Filched this from KF's RMK thread:
For better or worse, evolution has optimized women's bodies for the extreme endurance reproduction triathlon: first you spend nine months growing a little human being inside of you, then once it's the size of a cannonball you spend several agonizing hours pushing it out of you, then you spend another nine months or so feeding it from your own body. No male will ever qualify for this event, let alone be a champion at it.
(Side note: saying that the realities of mammalian reproduction have shaped the evolution of human anatomy is not the same thing as saying that women are baby-making machines. Women are more than walking incubators in the same way that men are more than walking sperm banks.)
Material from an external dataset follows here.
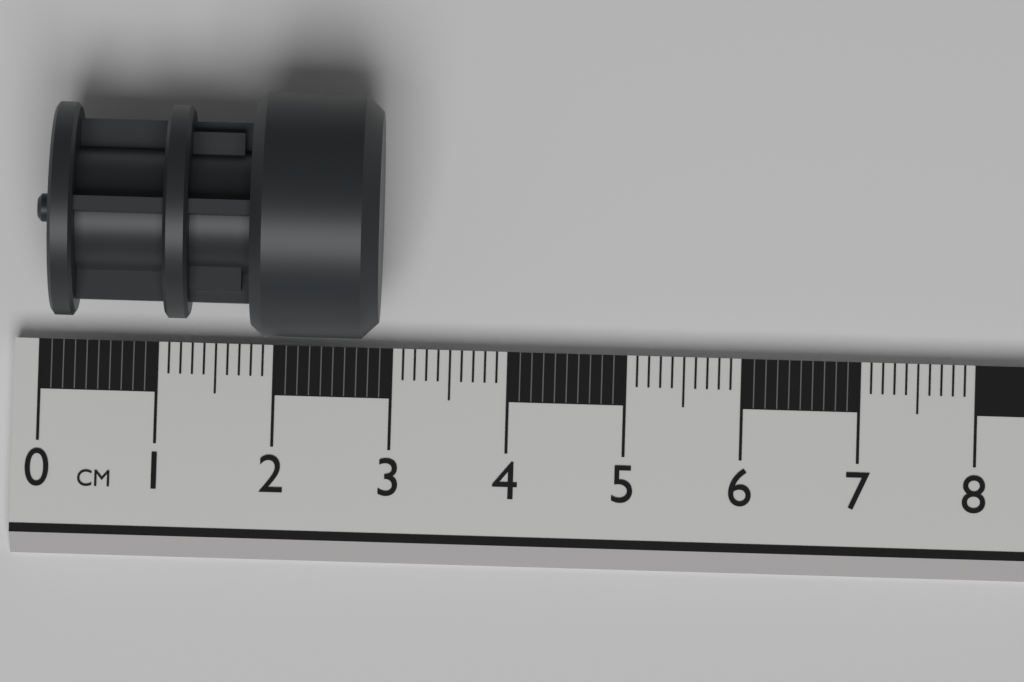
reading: 2.9 cm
The fact is that female reproductive abilities demand a tradeoff in terms of speed and strength. Testosterone above ~2.4 nmol/L (which is well, well below the male norm) derails the hormonal cycle that governs the growth of endrometrial lining and ovulation. (I won't go into all the effects that T levels have on athletic performance, but suffice it to say that these effects are real and huge. The low-T elite male athletes Rhys loves to yammer on about have low T because they've borked up their endocrine systems by doping.)
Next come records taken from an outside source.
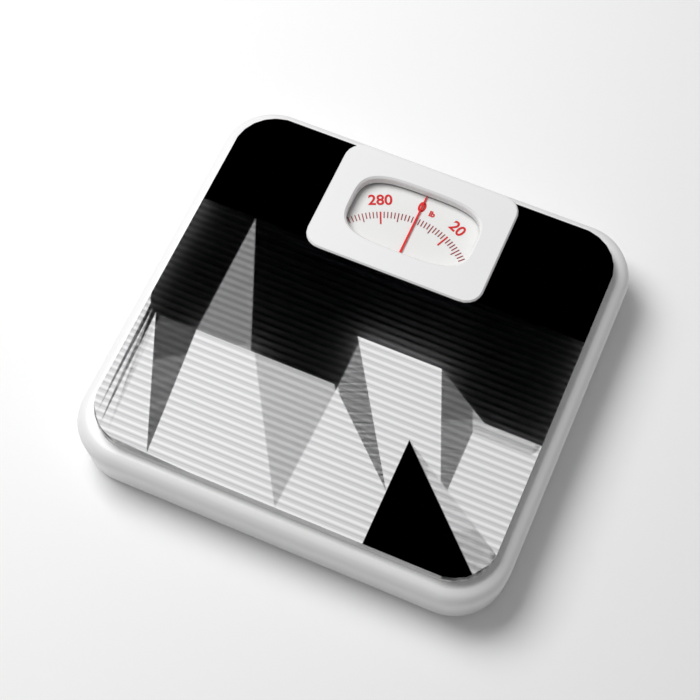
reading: 0 lb
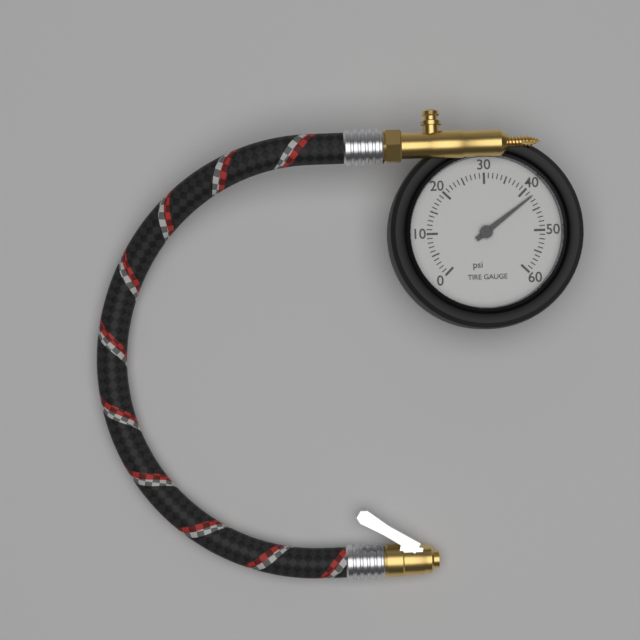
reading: 42 psi
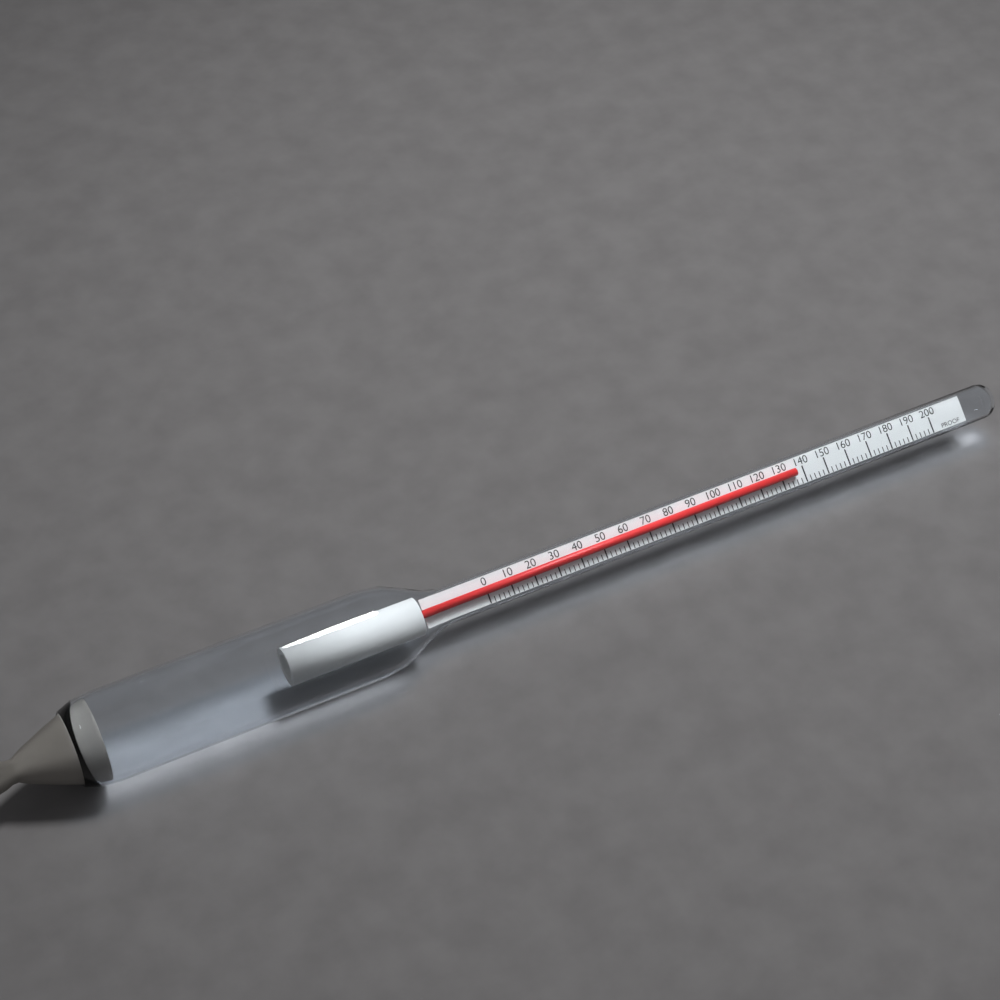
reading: 136 proof
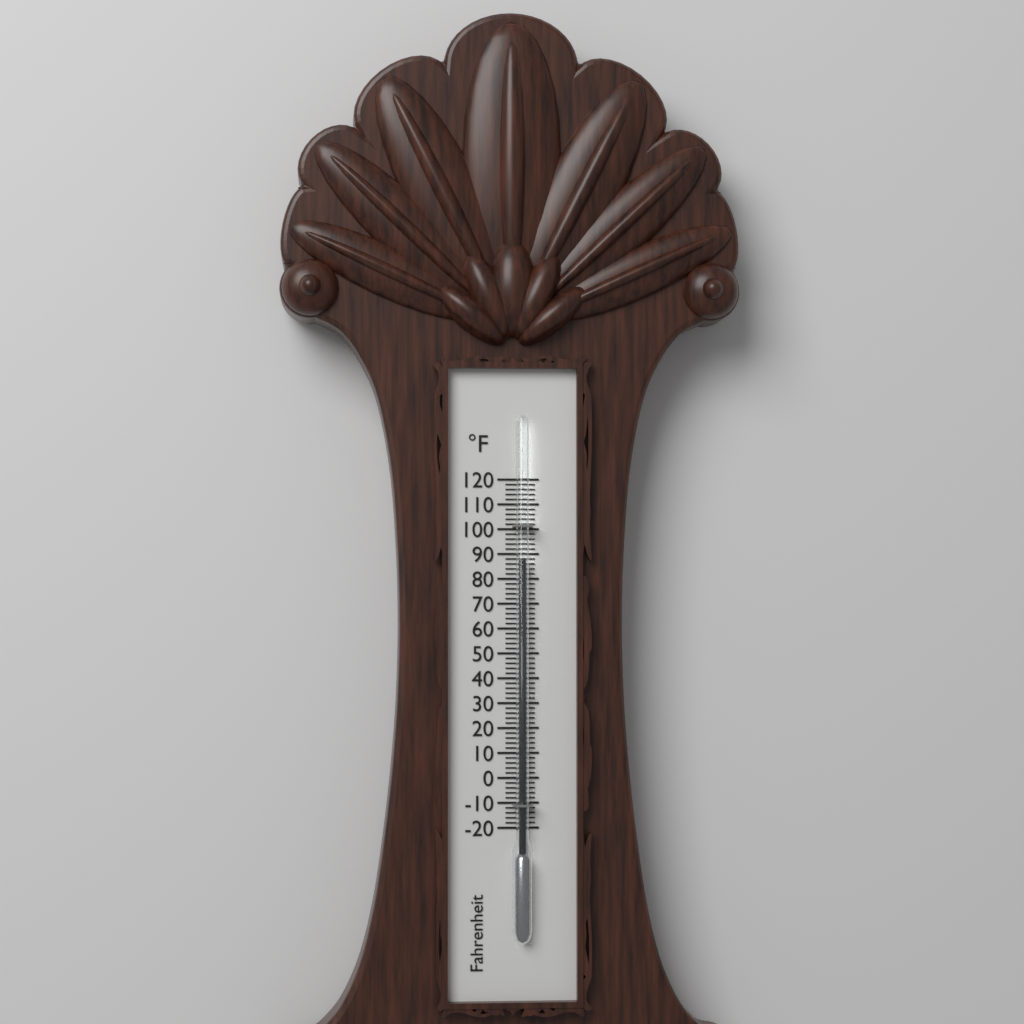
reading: 88 °F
The uterus takes up valuable real estate in the body cavity, meaning that men have proportionally larger internal organs, including heart and lungs. Men breathe more efficiently than women: women's breathing relies more on expansion of the ribcage, while men's breathing relies more on the diaphragm, because men will never have a tiny little human inside of them pressed up against their diaphragm. Men's Q angle is biomechanically better suited for running (and maybe cycling? can any cyclists or medical folks weigh in on this?) because they don't need pelvises wide enough to accommodate an infant's head. Women have more body fat than men because it is necessary to sustain ovulation, pregnancy, and lactation; even elite female athletes who have too little body fat to menstruate will still have significantly more body fat than elite male athletes (that is, elite male athletes who are competing as males—I'm lookin' at you, R).
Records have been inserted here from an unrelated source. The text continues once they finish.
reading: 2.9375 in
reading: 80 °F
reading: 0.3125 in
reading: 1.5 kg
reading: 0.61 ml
Bottom line: men have a huge athletic advantage over women. No amount of wishful thinking and rhetorical shell games will alter this fact. This is not to say that women's athletics don't or shouldn't matter. No human man could outwrestle a grizzly, outswim a dolphin, or outsprint a cheetah, but we still celebrate human men who excel at wrestling, swimming, and sprinting relative to other human men. There's no reason that we can't do the same for women.